For dataset [1, 3, 4, 5, 6, 7, 8, 9, 10, 20]: Q1 = 4, Q3 = 9, IQR = 5. The middle half of the data lies between 4 and 9. The outlier 20 doesn’t affect the IQR at all.

Why IQR matters: it’s robust against outliers in a way standard deviation isn’t. For skewed distributions (income, response times, file sizes), IQR describes spread far better than SD. The common 1.5 × IQR rule defines outliers as values below Q1 − 1.5×IQR or above Q3 + 1.5×IQR — Tukey’s convention, and the basis of box plots.

Use IQR when: data is skewed, outliers are common, or you want a one-number summary that won’t mislead.
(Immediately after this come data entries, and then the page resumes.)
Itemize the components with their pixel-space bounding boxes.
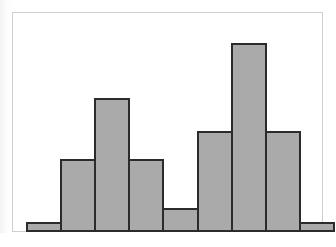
plot-frame bbox=[12, 12, 323, 232]
histogram-bar bbox=[60, 159, 96, 232]
histogram-bar bbox=[231, 43, 267, 232]
caption-strip bbox=[0, 233, 336, 247]
histogram-bar bbox=[128, 159, 164, 232]
plot-area bbox=[26, 26, 335, 232]
histogram-bar bbox=[94, 98, 130, 232]
x-axis-line bbox=[26, 230, 335, 232]
histogram-figure bbox=[0, 0, 336, 247]
histogram-bar bbox=[265, 131, 301, 232]
histogram-bars bbox=[26, 38, 335, 232]
histogram-bar bbox=[197, 131, 233, 232]
histogram-bar bbox=[162, 208, 198, 232]
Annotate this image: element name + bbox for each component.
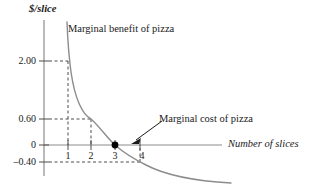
equilibrium-point-marker xyxy=(112,142,119,149)
x-tick-label-2: 2 xyxy=(81,151,101,161)
marginal-benefit-cost-chart: $/slice Number of slices Marginal benefi… xyxy=(0,0,311,192)
marginal-cost-label: Marginal cost of pizza xyxy=(159,114,253,125)
y-tick-label-200: 2.00 xyxy=(0,56,36,66)
y-tick-label-0: 0 xyxy=(0,140,36,150)
x-tick-label-4: 4 xyxy=(132,151,152,161)
y-tick-label-060: 0.60 xyxy=(0,114,36,124)
x-tick-label-1: 1 xyxy=(58,151,78,161)
x-axis-title: Number of slices xyxy=(228,139,299,150)
y-axis-title: $/slice xyxy=(29,4,56,15)
marginal-benefit-label: Marginal benefit of pizza xyxy=(68,24,174,35)
x-tick-label-3: 3 xyxy=(105,151,125,161)
y-tick-label-neg040: –0.40 xyxy=(0,157,36,167)
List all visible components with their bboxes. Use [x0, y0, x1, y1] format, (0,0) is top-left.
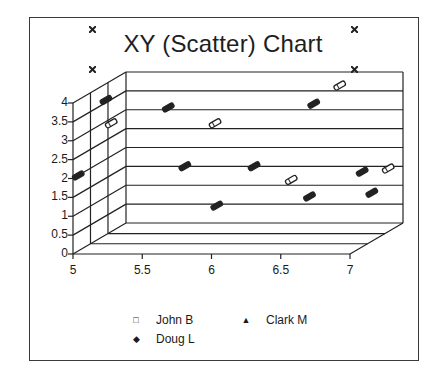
- square-marker-icon: [382, 163, 395, 173]
- square-marker-icon: [333, 80, 346, 90]
- square-marker-icon: [209, 118, 222, 128]
- legend-item-john-b[interactable]: □ John B: [130, 313, 193, 327]
- legend-label: John B: [156, 313, 193, 327]
- y-tick-label: 1: [38, 208, 68, 222]
- legend-item-doug-l[interactable]: ◆ Doug L: [130, 332, 195, 346]
- y-tick-label: 2.5: [38, 152, 68, 166]
- data-points: [72, 80, 395, 210]
- diamond-marker-icon: [210, 200, 223, 210]
- legend-label: Clark M: [266, 313, 307, 327]
- diamond-marker-icon: [162, 102, 175, 112]
- diamond-marker-icon: [356, 166, 369, 176]
- y-tick-label: 4: [38, 95, 68, 109]
- square-marker-icon: □: [130, 315, 142, 325]
- x-tick-label: 7: [335, 263, 365, 277]
- triangle-marker-icon: ▲: [240, 315, 252, 325]
- triangle-marker-icon: [248, 161, 261, 171]
- diamond-marker-icon: [100, 95, 113, 105]
- triangle-marker-icon: [303, 191, 316, 201]
- square-marker-icon: [105, 118, 118, 128]
- legend-label: Doug L: [156, 332, 195, 346]
- x-tick-label: 6: [197, 263, 227, 277]
- y-tick-label: 3: [38, 133, 68, 147]
- legend-item-clark-m[interactable]: ▲ Clark M: [240, 313, 307, 327]
- triangle-marker-icon: [178, 161, 191, 171]
- diamond-marker-icon: [307, 99, 320, 109]
- square-marker-icon: [285, 175, 298, 185]
- gridlines: [68, 72, 403, 259]
- x-tick-label: 5: [58, 263, 88, 277]
- y-tick-label: 0.5: [38, 227, 68, 241]
- diamond-marker-icon: ◆: [130, 334, 142, 344]
- y-tick-label: 0: [38, 246, 68, 260]
- x-tick-label: 6.5: [266, 263, 296, 277]
- x-tick-label: 5.5: [127, 263, 157, 277]
- y-tick-label: 2: [38, 171, 68, 185]
- y-tick-label: 1.5: [38, 189, 68, 203]
- triangle-marker-icon: [365, 188, 378, 198]
- diamond-marker-icon: [72, 170, 85, 180]
- y-tick-label: 3.5: [38, 114, 68, 128]
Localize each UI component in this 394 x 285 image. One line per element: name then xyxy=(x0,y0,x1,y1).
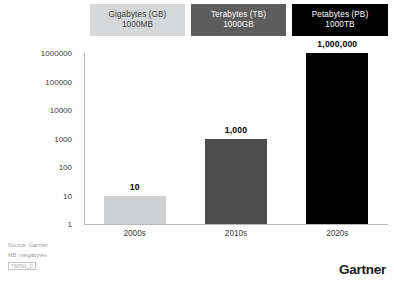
document-id-wrap: 766501_C xyxy=(8,260,208,270)
bar-2000s xyxy=(104,196,166,225)
category-box-petabytes: Petabytes (PB) 1000TB xyxy=(292,4,388,36)
footer: Source: Gartner MB: megabytes 766501_C xyxy=(8,240,208,270)
y-axis-tick-1000000: 1000000 xyxy=(41,49,72,58)
y-axis-line xyxy=(84,53,85,224)
category-box-terabytes: Terabytes (TB) 1000GB xyxy=(191,4,286,36)
bar-value-label-2010s: 1,000 xyxy=(185,125,287,135)
category-box-title: Petabytes (PB) xyxy=(312,10,368,20)
y-axis-tick-100000: 100000 xyxy=(45,77,72,86)
category-box-title: Gigabytes (GB) xyxy=(109,10,167,20)
x-axis-line xyxy=(84,224,388,225)
y-axis-tick-labels: 1101001000100001000001000000 xyxy=(0,53,78,224)
category-header-row: Gigabytes (GB) 1000MB Terabytes (TB) 100… xyxy=(0,4,394,36)
category-box-subtitle: 1000MB xyxy=(122,20,153,30)
y-axis-tick-10000: 10000 xyxy=(50,106,72,115)
bar-2020s xyxy=(306,53,368,224)
y-axis-tick-1: 1 xyxy=(68,220,72,229)
bar-2010s xyxy=(205,139,267,225)
chart-plot-area: 101,0001,000,000 xyxy=(84,53,388,224)
document-id: 766501_C xyxy=(8,262,36,270)
gartner-logo: Gartner xyxy=(339,262,386,277)
bar-value-label-2020s: 1,000,000 xyxy=(286,39,388,49)
category-box-gigabytes: Gigabytes (GB) 1000MB xyxy=(90,4,185,36)
y-axis-tick-10: 10 xyxy=(63,191,72,200)
x-axis-tick-2000s: 2000s xyxy=(84,229,185,238)
x-axis-tick-2010s: 2010s xyxy=(185,229,286,238)
footer-source: Source: Gartner xyxy=(8,240,208,250)
category-box-subtitle: 1000TB xyxy=(325,20,354,30)
footer-note: MB: megabytes xyxy=(8,250,208,260)
category-box-title: Terabytes (TB) xyxy=(211,10,266,20)
y-axis-tick-1000: 1000 xyxy=(54,134,72,143)
x-axis-tick-2020s: 2020s xyxy=(287,229,388,238)
y-axis-tick-100: 100 xyxy=(59,163,72,172)
category-box-subtitle: 1000GB xyxy=(223,20,254,30)
bar-value-label-2000s: 10 xyxy=(84,182,186,192)
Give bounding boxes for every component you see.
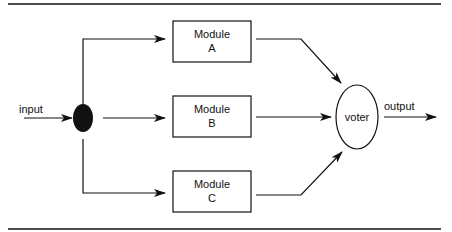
module-c: Module C [173,171,251,212]
voter-label: voter [345,111,370,123]
fanout-node [73,104,93,132]
tmr-diagram: input Module A Module B Module C voter o… [0,0,452,232]
svg-text:A: A [208,42,216,54]
input-label: input [19,103,43,115]
svg-text:C: C [208,192,216,204]
module-b: Module B [173,96,251,137]
module-a: Module A [173,21,251,62]
svg-text:B: B [208,117,215,129]
c-to-voter [256,152,342,195]
output-label: output [384,100,415,112]
a-to-voter [256,39,341,83]
branch-to-a [83,39,165,104]
svg-text:Module: Module [194,103,230,115]
svg-text:Module: Module [194,178,230,190]
svg-text:Module: Module [194,28,230,40]
branch-to-c [83,139,165,193]
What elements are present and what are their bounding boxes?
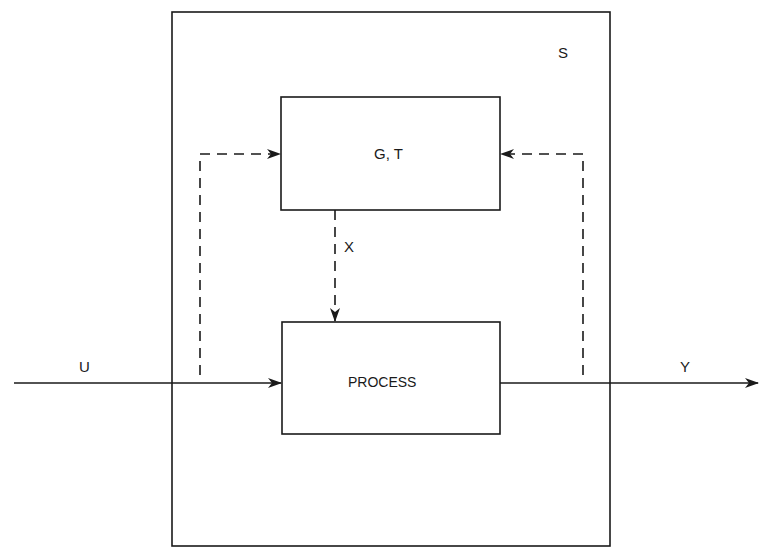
system-label: S (558, 44, 568, 61)
input-signal-label: U (79, 358, 90, 375)
control-signal-label: X (344, 238, 354, 255)
controller-label: G, T (374, 145, 403, 162)
block-diagram (0, 0, 767, 558)
input-measurement-dashed (200, 154, 280, 375)
process-label: PROCESS (348, 374, 416, 390)
system-boundary (172, 12, 610, 546)
output-signal-label: Y (680, 358, 690, 375)
output-feedback-dashed (501, 154, 583, 375)
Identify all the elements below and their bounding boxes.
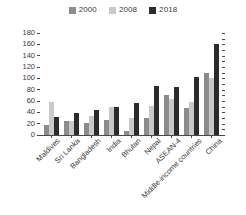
bar-group — [181, 33, 201, 135]
y-tick-label-60: 60 — [27, 97, 35, 105]
y-tick-label-140: 140 — [22, 52, 35, 60]
legend-label-2008: 2008 — [119, 6, 137, 14]
right-tick-mark-50 — [222, 107, 225, 108]
legend-swatch-2000 — [69, 7, 76, 14]
y-tick-label-40: 40 — [27, 108, 35, 116]
chart-legend: 200020082018 — [0, 6, 246, 14]
y-tick-180: 180 — [22, 28, 40, 38]
right-tick-mark-130 — [222, 61, 225, 62]
right-axis-ticks — [222, 26, 232, 141]
right-tick-mark-80 — [222, 90, 225, 91]
right-tick-mark-140 — [222, 56, 225, 57]
right-tick-mark-160 — [222, 44, 225, 45]
legend-swatch-2018 — [149, 7, 156, 14]
y-tick-20: 20 — [27, 119, 40, 129]
y-tick-160: 160 — [22, 39, 40, 49]
right-tick-mark-110 — [222, 73, 225, 74]
right-tick-mark-170 — [222, 39, 225, 40]
bar — [74, 113, 79, 135]
bar — [174, 87, 179, 135]
y-tick-label-20: 20 — [27, 120, 35, 128]
y-tick-label-180: 180 — [22, 29, 35, 37]
y-tick-120: 120 — [22, 62, 40, 72]
bar-group — [81, 33, 101, 135]
y-tick-0: 0 — [31, 130, 40, 140]
legend-entry-2018[interactable]: 2018 — [149, 6, 177, 14]
bar — [134, 103, 139, 135]
right-tick-mark-30 — [222, 118, 225, 119]
right-tick-mark-100 — [222, 78, 225, 79]
bar — [54, 117, 59, 135]
legend-entry-2008[interactable]: 2008 — [109, 6, 137, 14]
y-tick-label-160: 160 — [22, 40, 35, 48]
right-tick-mark-60 — [222, 101, 225, 102]
bar-group — [101, 33, 121, 135]
x-axis-label-bhutan: Bhutan — [120, 137, 142, 159]
legend-label-2000: 2000 — [79, 6, 97, 14]
right-tick-mark-120 — [222, 67, 225, 68]
y-axis: 180160140120100806040200 — [0, 26, 40, 141]
legend-swatch-2008 — [109, 7, 116, 14]
right-tick-mark-40 — [222, 112, 225, 113]
bar — [194, 77, 199, 135]
y-tick-140: 140 — [22, 51, 40, 61]
legend-entry-2000[interactable]: 2000 — [69, 6, 97, 14]
bar — [114, 107, 119, 135]
y-tick-label-80: 80 — [27, 86, 35, 94]
right-tick-mark-20 — [222, 124, 225, 125]
y-tick-label-0: 0 — [31, 131, 35, 139]
x-axis-labels: MaldivesSri LankaBangladeshIndiaBhutanNe… — [40, 137, 222, 213]
bar-group — [121, 33, 141, 135]
bar-group — [41, 33, 61, 135]
bar-group — [201, 33, 221, 135]
bar-group — [141, 33, 161, 135]
y-tick-label-120: 120 — [22, 63, 35, 71]
bar-chart: 200020082018 180160140120100806040200 Ma… — [0, 0, 246, 215]
legend-label-2018: 2018 — [159, 6, 177, 14]
bar-groups — [40, 33, 222, 135]
right-tick-mark-90 — [222, 84, 225, 85]
right-tick-mark-10 — [222, 129, 225, 130]
y-tick-40: 40 — [27, 107, 40, 117]
y-tick-60: 60 — [27, 96, 40, 106]
bar — [154, 86, 159, 135]
right-tick-mark-180 — [222, 33, 225, 34]
bar-group — [61, 33, 81, 135]
plot-area — [40, 33, 222, 135]
bar — [94, 110, 99, 136]
y-tick-label-100: 100 — [22, 74, 35, 82]
y-tick-100: 100 — [22, 73, 40, 83]
y-tick-80: 80 — [27, 85, 40, 95]
x-axis-label-china: China — [204, 137, 224, 157]
bar-group — [161, 33, 181, 135]
right-tick-mark-150 — [222, 50, 225, 51]
plot-wrapper: 180160140120100806040200 — [0, 26, 246, 141]
right-tick-mark-70 — [222, 95, 225, 96]
bar — [214, 44, 219, 135]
Use standard deviation when: data is approximately normal and you want to feed it into downstream statistics (confidence intervals, regression).

Worked example

Sample HTTP request latencies (ms): [12, 14, 18, 22, 25, 28, 31, 33, 38, 42, 45, 48, 52, 58, 64, 71, 89, 110, 180, 4200]. Mean: 264 ms — dragged way up by the 4200 ms outlier (probably a network blip or a cold-start). Median (Q2): 43.5 ms. Q1: 25.75 ms. Q3: 67.25 ms. IQR = Q3 − Q1 = 41.5 ms. Tukey’s 1.5 × IQR upper fence = Q3 + 62.25 = 129.5 ms. So the 180 ms request is borderline outlier; the 4200 ms request is far past — a clear anomaly worth investigating. Standard deviation of this same dataset is roughly 920 ms, dominated entirely by the 4200 ms point, and would suggest typical latency is 264 ± 920 ms — which is meaningless (latency can’t be negative). IQR-based summary (“median 43.5 ms, IQR 25.75 to 67.25 ms”) is the truthful description of typical performance.

Quartile arithmetic also generalises: deciles split data into ten parts, quintiles into five, percentiles into one hundred. Income statistics typically use deciles (“the top decile of US earners”), credit scoring uses percentiles (“your FICO is in the 78th percentile”), and clinical growth charts plot child height/weight against age-and-sex percentiles. The mental model is the same: rank-based summary that ignores the scale of the values.

When and why it matters

IQR matters whenever data is skewed — which in practice is most real-world data outside of physics experiments. Response times, income distributions, file sizes, attention spans, sales-per-store, and almost everything in tech-product analytics has a right-tailed distribution where a few large values dominate the mean. Reporting “average response time” for an API misleads readers; reporting p50, p90, p99 — three percentiles — communicates the distribution shape. Site reliability engineers learned this lesson the hard way in the 2000s; modern observability platforms (Datadog, Honeycomb, Prometheus histograms) all default to percentile-based metrics for latency. The mistake to avoid is computing “average” alone and acting on it: optimising mean latency when the user pain is at p99 wastes engineering effort. Reference: NIST/SEMATECH e-Handbook — Quartiles.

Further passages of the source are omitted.